Inoceramus cuvieri is an extinct species of the extinct genus Inoceramus of Bivalve mollusks that serves as an index fossil of chalky rocks of Turonian age of the Cretaceous Period in Europe and North America.
Inoceramus cuvieri are commonly found as brown shells, usually with some shine. Immature I. cuvieri are not as flat as other shells in the same rock, having a high hump for its umbo, and having much thinner growth lines. Immature thin shells appear as fragile as other bivalves found in the same rocks. Mature I. cuvieri are flat and can be around 1 meter in size, leaving much thicker shells.[1]

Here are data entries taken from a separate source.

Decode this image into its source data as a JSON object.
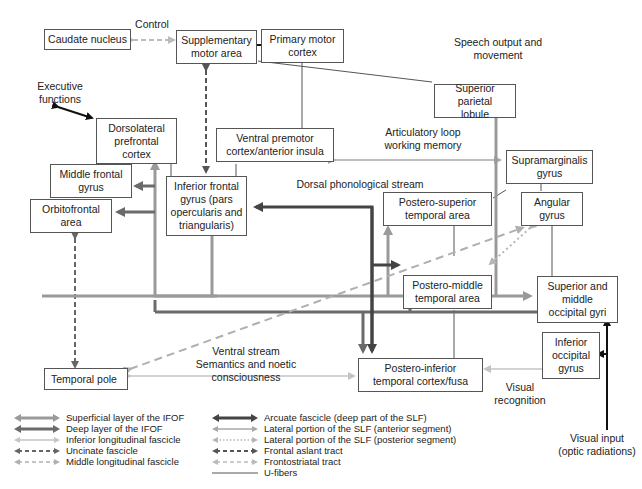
{
  "colors": {
    "superficial_ifof": "#9a9a9a",
    "deep_ifof": "#6b6b6b",
    "ilf": "#c4c4c4",
    "uncinate": "#666666",
    "mdlf": "#b0b0b0",
    "arcuate": "#444444",
    "slf_anterior": "#a8a8a8",
    "slf_posterior": "#b5b5b5",
    "fat": "#555555",
    "frontostriatal": "#bbbbbb",
    "ufibers": "#555555",
    "output": "#111111"
  },
  "nodes": {
    "caudate": {
      "label": "Caudate nucleus"
    },
    "sma": {
      "label": "Supplementary\nmotor area"
    },
    "pmc": {
      "label": "Primary motor\ncortex"
    },
    "spl": {
      "label": "Superior parietal\nlobule"
    },
    "dlpfc": {
      "label": "Dorsolateral\nprefrontal\ncortex"
    },
    "vpm": {
      "label": "Ventral premotor\ncortex/anterior insula"
    },
    "mfg": {
      "label": "Middle frontal\ngyrus"
    },
    "ofa": {
      "label": "Orbitofrontal\narea"
    },
    "ifg": {
      "label": "Inferior frontal\ngyrus (pars\nopercularis and\ntriangularis)"
    },
    "smg": {
      "label": "Supramarginalis\ngyrus"
    },
    "psta": {
      "label": "Postero-superior\ntemporal area"
    },
    "ag": {
      "label": "Angular\ngyrus"
    },
    "pmta": {
      "label": "Postero-middle\ntemporal area"
    },
    "smog": {
      "label": "Superior and\nmiddle\noccipital gyri"
    },
    "iog": {
      "label": "Inferior\noccipital\ngyrus"
    },
    "tp": {
      "label": "Temporal pole"
    },
    "pitc": {
      "label": "Postero-inferior\ntemporal cortex/fusa"
    }
  },
  "annotations": {
    "control": "Control",
    "speech_output": "Speech output and\nmovement",
    "executive": "Executive\nfunctions",
    "articulatory": "Articulatory loop\nworking memory",
    "dorsal_stream": "Dorsal phonological stream",
    "ventral_stream": "Ventral stream\nSemantics and noetic consciousness",
    "visual_recognition": "Visual\nrecognition",
    "visual_input": "Visual input\n(optic radiations)"
  },
  "legend": {
    "left": [
      {
        "key": "superficial_ifof",
        "label": "Superficial layer of the IFOF"
      },
      {
        "key": "deep_ifof",
        "label": "Deep layer of the IFOF"
      },
      {
        "key": "ilf",
        "label": "Inferior longitudinal fascicle"
      },
      {
        "key": "uncinate",
        "label": "Uncinate fascicle"
      },
      {
        "key": "mdlf",
        "label": "Middle longitudinal fascicle"
      }
    ],
    "right": [
      {
        "key": "arcuate",
        "label": "Arcuate fascicle (deep part of the SLF)"
      },
      {
        "key": "slf_anterior",
        "label": "Lateral portion of the SLF (anterior segment)"
      },
      {
        "key": "slf_posterior",
        "label": "Lateral portion of the SLF (posterior segment)"
      },
      {
        "key": "fat",
        "label": "Frontal aslant tract"
      },
      {
        "key": "frontostriatal",
        "label": "Frontostriatal tract"
      },
      {
        "key": "ufibers",
        "label": "U-fibers"
      }
    ]
  }
}
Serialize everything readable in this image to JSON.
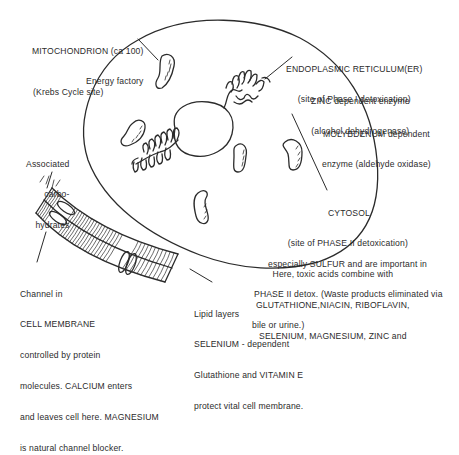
{
  "diagram": {
    "colors": {
      "ink": "#2b2b2b",
      "background": "#ffffff"
    },
    "labels": {
      "mitochondrion": [
        "MITOCHONDRION (ca 100)",
        "Energy factory"
      ],
      "krebs": [
        "(Krebs Cycle site)"
      ],
      "er": [
        "ENDOPLASMIC RETICULUM(ER)",
        "(site of Phase I detoxication)"
      ],
      "zinc": [
        "ZINC dependent enzyme",
        "(alcohol dehydrogenase)"
      ],
      "molybdenum": [
        "MOLYBDENUM dependent",
        "enzyme (aldehyde oxidase)"
      ],
      "carbohydrates": [
        "Associated",
        "carbo-",
        "hydrates"
      ],
      "cytosol": [
        "CYTOSOL",
        "(site of PHASE II detoxication)",
        "Here, toxic acids combine with",
        "GLUTATHIONE,NIACIN, RIBOFLAVIN,",
        "SELENIUM, MAGNESIUM, ZINC and",
        "especially SULFUR and are important in",
        "PHASE II detox. (Waste products eliminated via",
        "bile or urine.)"
      ],
      "channel": [
        "Channel in",
        "CELL MEMBRANE",
        "controlled by protein",
        "molecules. CALCIUM enters",
        "and leaves cell here. MAGNESIUM",
        "is natural channel blocker."
      ],
      "lipid": [
        "Lipid layers",
        "SELENIUM - dependent",
        "Glutathione and VITAMIN E",
        "protect vital cell membrane."
      ]
    }
  }
}
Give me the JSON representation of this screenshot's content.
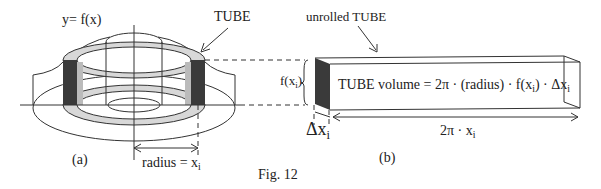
{
  "figure": {
    "caption": "Fig. 12",
    "panel_a": {
      "label": "(a)",
      "function_label": "y= f(x)",
      "tube_label": "TUBE",
      "radius_label": "radius = ",
      "radius_var": "x",
      "radius_sub": "i",
      "height_label": "f(x",
      "height_sub": "i",
      "height_close": ")"
    },
    "panel_b": {
      "label": "(b)",
      "title": "unrolled TUBE",
      "formula": "TUBE volume  =  2π · (radius) · f(x",
      "formula_sub1": "i",
      "formula_mid": ") · Δx",
      "formula_sub2": "i",
      "thickness_label": "Δx",
      "thickness_sub": "i",
      "length_label": "2π · x",
      "length_sub": "i"
    },
    "colors": {
      "line": "#333333",
      "tube_dark": "#3a3a3a",
      "tube_light": "#cfcfcf",
      "ring_fill": "#dcdcdc"
    }
  }
}
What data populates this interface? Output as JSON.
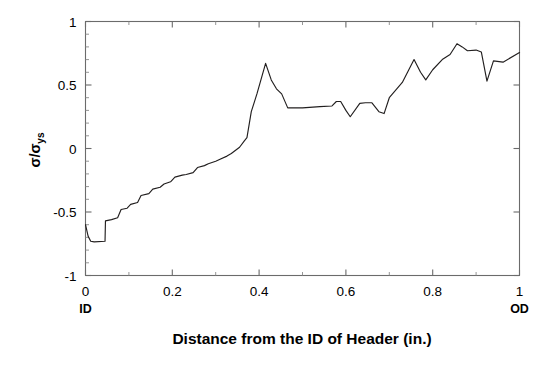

Inoceramus cuvieri lived in shallow, temperate, normal-salinity inland seaways where the bottom was calcareous mud, corresponding to the maximum depth and width of the Greenhorn sequence of the Western Interior Seaway. The depths of as much as 1000feet were far enough from shore for clear water and slow sedimentation, and the bottom deep enough for rare wave action disturbance. Fragments of shells from large individuals are encrusted by Ostrea congesta, two Serpula species, and other sessile animals, reflecting that the shells of large Inoceramus floating on the mud were commonly the only hard surfaces available for colonization.[2]
Inoceramus cuvieri are found throughout both middle Turonian Europe and the middle Turonian Western Interior Seaway.[3]
In the High Plains of North America, I. cuvieri is an index fossil of the chalky lower Carlile Shale and upper Greenhorn Limestone and the corresponding bedding of the Mancos Shale, and shells of juveniles are particularly common in the Fencepost limestone bed.